Sepsis was listed on her death certificate as Austin’s primary cause of death, with meningitis listed as a secondary cause.

No criminal investigation

Because Holly Austin had been “released” from LaSalle’s custody shortly before she died, her death was not reported to the state, and no criminal investigation was conducted.

On June 28, 2019, WFAA reported Austin's death to the Texas Commission on Jail Standards, prompting state regulators to launch their own investigation. The commission is authorized to investigate whether state jail standards have been violated, but cannot conduct criminal investigations.

State jail regulators found that the medical care provided to Austin did not “meet minimum jail standards,” according to records obtained by WFAA.

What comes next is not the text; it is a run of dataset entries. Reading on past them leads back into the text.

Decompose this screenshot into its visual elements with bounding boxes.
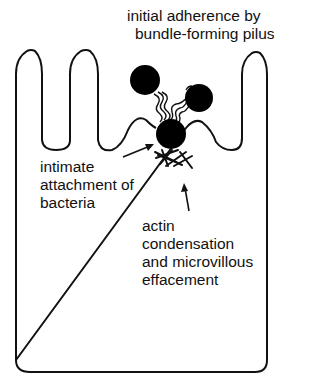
label-line: and microvillous	[142, 253, 253, 271]
arrow-to-actin-condensation	[181, 183, 189, 211]
label-line: bundle-forming pilus	[127, 25, 275, 43]
bacterium-upper-right	[185, 84, 213, 112]
label-line: condensation	[142, 235, 253, 253]
label-actin-condensation: actin condensation and microvillous effa…	[142, 217, 253, 289]
label-line: effacement	[142, 271, 253, 289]
label-line: intimate	[40, 158, 134, 176]
label-line: bacteria	[40, 194, 134, 212]
label-line: actin	[142, 217, 253, 235]
bacterium-attached	[156, 119, 186, 149]
label-line: attachment of	[40, 176, 134, 194]
label-line: initial adherence by	[127, 7, 275, 25]
label-initial-adherence: initial adherence by bundle-forming pilu…	[127, 7, 275, 43]
bacterium-upper-left	[130, 65, 160, 95]
actin-condensation	[155, 150, 192, 168]
arrow-to-attached-bacterium	[123, 144, 154, 157]
bundle-forming-pili	[154, 86, 192, 124]
label-intimate-attachment: intimate attachment of bacteria	[40, 158, 134, 212]
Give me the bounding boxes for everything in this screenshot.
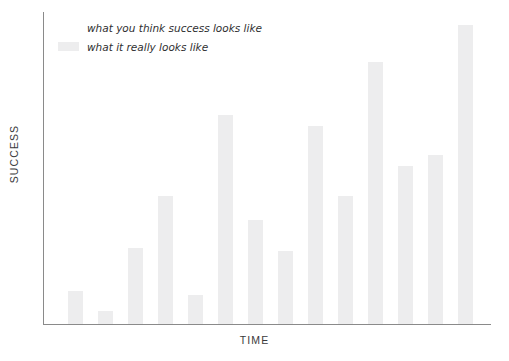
bar-8 xyxy=(278,251,293,324)
legend-label: what it really looks like xyxy=(87,41,208,53)
legend-entry-0: what you think success looks like xyxy=(58,18,318,37)
bar-12 xyxy=(398,166,413,324)
bar-13 xyxy=(428,155,443,324)
y-axis-title: SUCCESS xyxy=(8,109,20,199)
bar-3 xyxy=(128,248,143,324)
x-axis-title: TIME xyxy=(0,334,509,346)
bar-2 xyxy=(98,311,113,324)
bar-9 xyxy=(308,126,323,324)
bar-14 xyxy=(458,25,473,324)
bar-4 xyxy=(158,196,173,324)
bar-11 xyxy=(368,62,383,324)
chart-legend: what you think success looks likewhat it… xyxy=(58,18,318,56)
bar-1 xyxy=(68,291,83,324)
bar-6 xyxy=(218,115,233,324)
legend-swatch-icon xyxy=(58,23,79,32)
legend-label: what you think success looks like xyxy=(87,22,262,34)
legend-entry-1: what it really looks like xyxy=(58,37,318,56)
bar-10 xyxy=(338,196,353,324)
legend-swatch-icon xyxy=(58,42,79,51)
bar-5 xyxy=(188,295,203,324)
bar-7 xyxy=(248,220,263,324)
bar-chart-figure: what you think success looks likewhat it… xyxy=(0,0,509,361)
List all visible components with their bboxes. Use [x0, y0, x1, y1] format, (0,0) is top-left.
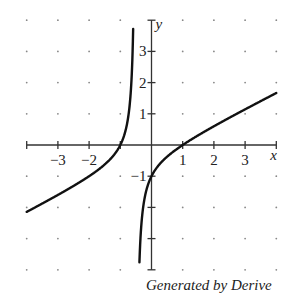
grid-dot [182, 175, 184, 177]
grid-dot [182, 51, 184, 53]
grid-dot [275, 269, 277, 271]
grid-dot [88, 19, 90, 21]
grid-dot [182, 238, 184, 240]
grid-dot [244, 51, 246, 53]
y-axis-label: y [154, 16, 163, 32]
grid-dot [119, 238, 121, 240]
grid-dot [213, 269, 215, 271]
grid-dot [88, 113, 90, 115]
curve-left-branch [27, 29, 133, 212]
grid-dot [244, 113, 246, 115]
grid-dot [26, 19, 28, 21]
grid-dot [213, 175, 215, 177]
grid-dot [26, 51, 28, 53]
grid-dot [57, 207, 59, 209]
grid-dot [275, 51, 277, 53]
grid-dot [244, 82, 246, 84]
grid-dot [26, 175, 28, 177]
y-tick-label: 2 [139, 75, 147, 91]
grid-dot [57, 19, 59, 21]
grid-dot [57, 113, 59, 115]
x-tick-label: 1 [179, 152, 187, 168]
grid-dot [119, 207, 121, 209]
grid-dot [119, 113, 121, 115]
grid-dot [275, 207, 277, 209]
x-axis-label: x [269, 147, 277, 163]
grid-dot [88, 82, 90, 84]
x-tick-label: 2 [210, 152, 218, 168]
grid-dot [244, 269, 246, 271]
grid-dot [182, 82, 184, 84]
grid-dot [26, 113, 28, 115]
grid-dot [213, 82, 215, 84]
chart-container: −3−2123321−1xy Generated by Derive [0, 0, 298, 298]
x-tick-label: 3 [241, 152, 249, 168]
grid-dot [57, 269, 59, 271]
curve-right-branch [139, 93, 276, 262]
grid-dot [213, 19, 215, 21]
x-tick-label: −3 [50, 152, 66, 168]
grid-dot [182, 19, 184, 21]
grid-dot [275, 175, 277, 177]
plot-area: −3−2123321−1xy [0, 0, 298, 298]
grid-dot [88, 238, 90, 240]
grid-dot [119, 269, 121, 271]
grid-dot [244, 175, 246, 177]
grid-dot [275, 82, 277, 84]
grid-dot [182, 269, 184, 271]
grid-dot [88, 269, 90, 271]
grid-dot [26, 269, 28, 271]
grid-dot [57, 175, 59, 177]
grid-dot [119, 82, 121, 84]
grid-dot [213, 51, 215, 53]
grid-dot [57, 51, 59, 53]
x-tick-label: −2 [81, 152, 97, 168]
grid-dot [119, 175, 121, 177]
grid-dot [26, 82, 28, 84]
y-tick-label: 1 [139, 106, 147, 122]
grid-dot [275, 238, 277, 240]
grid-dot [275, 19, 277, 21]
grid-dot [182, 113, 184, 115]
grid-dot [57, 82, 59, 84]
grid-dot [26, 238, 28, 240]
y-tick-label: 3 [139, 43, 147, 59]
grid-dot [244, 19, 246, 21]
grid-dot [182, 207, 184, 209]
grid-dot [26, 207, 28, 209]
grid-dot [57, 238, 59, 240]
grid-dot [244, 207, 246, 209]
grid-dot [213, 207, 215, 209]
grid-dot [119, 19, 121, 21]
grid-dot [244, 238, 246, 240]
y-tick-label: −1 [131, 168, 147, 184]
grid-dot [119, 51, 121, 53]
credit-text: Generated by Derive [146, 277, 272, 294]
grid-dot [213, 113, 215, 115]
grid-dot [213, 238, 215, 240]
grid-dot [88, 51, 90, 53]
grid-dot [88, 207, 90, 209]
grid-dot [275, 113, 277, 115]
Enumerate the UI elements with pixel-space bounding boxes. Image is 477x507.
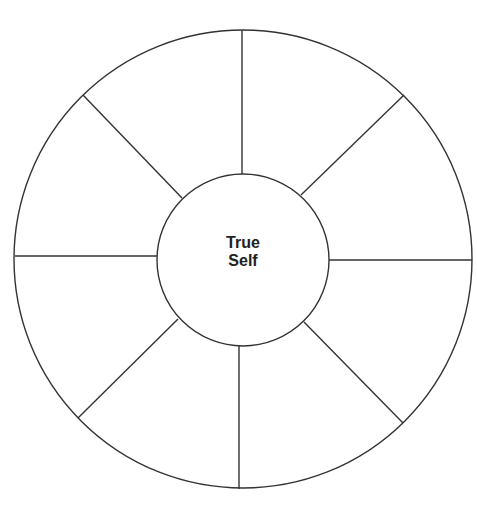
spoke-6 — [78, 319, 178, 418]
center-label-line2: Self — [193, 252, 293, 270]
center-label-line1: True — [193, 234, 293, 252]
spoke-4 — [304, 322, 403, 423]
spoke-8 — [83, 95, 182, 198]
spoke-2 — [301, 95, 404, 195]
center-label: True Self — [193, 234, 293, 270]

Jay Eason, LaSalle’s director of operations, told the jail commission during a meeting last November that the jail’s nursing staffed failed to document that Austin's family brought her medication to the jail. He said that when Austin was moved to the jail annex, the medications did not follow her as they should have.

Eason told commissioners the facility’s nursing staff had been retrained, a medication verification form had been created and a new process started to ensure that medications follow an inmate when they are moved to a new facility. He also said that he planned to make it clear to the jail’s nursing staff that this is a “serious issue.”

Both Eason and Prince declined to answer WFAA’s questions after the meeting.

Austin's is just the latest death connected to the Bowie County jail.

In 2016, 20-year-old Morgan Angerbauer died of a severe lack of insulin on the floor of a cell. Jailers and a nurse ignored her as she screamed for help for hours. A nurse was convicted for her role in Angerbauer’s death.

A year earlier, Michael Sabbie, also a diabetic with asthma and heart problems, repeatedly told nurses he was having trouble breathing. Guards pepper-sprayed him as he screamed, "I can't breathe." Sabbie, 35, was found dead of a heart attack on his cell floor.

In March 2019, when Franklin Greathouse died of a seizure in the Bowie County jail, state investigators again found that LaSalle jailers failed to conduct face-to-face checks while at the same time falsely documenting that they had done so.

In other deaths at LaSalle’s jails in Waco and Weatherford, investigations have found jailers falsified records claiming that they had conducted state mandated jail checks.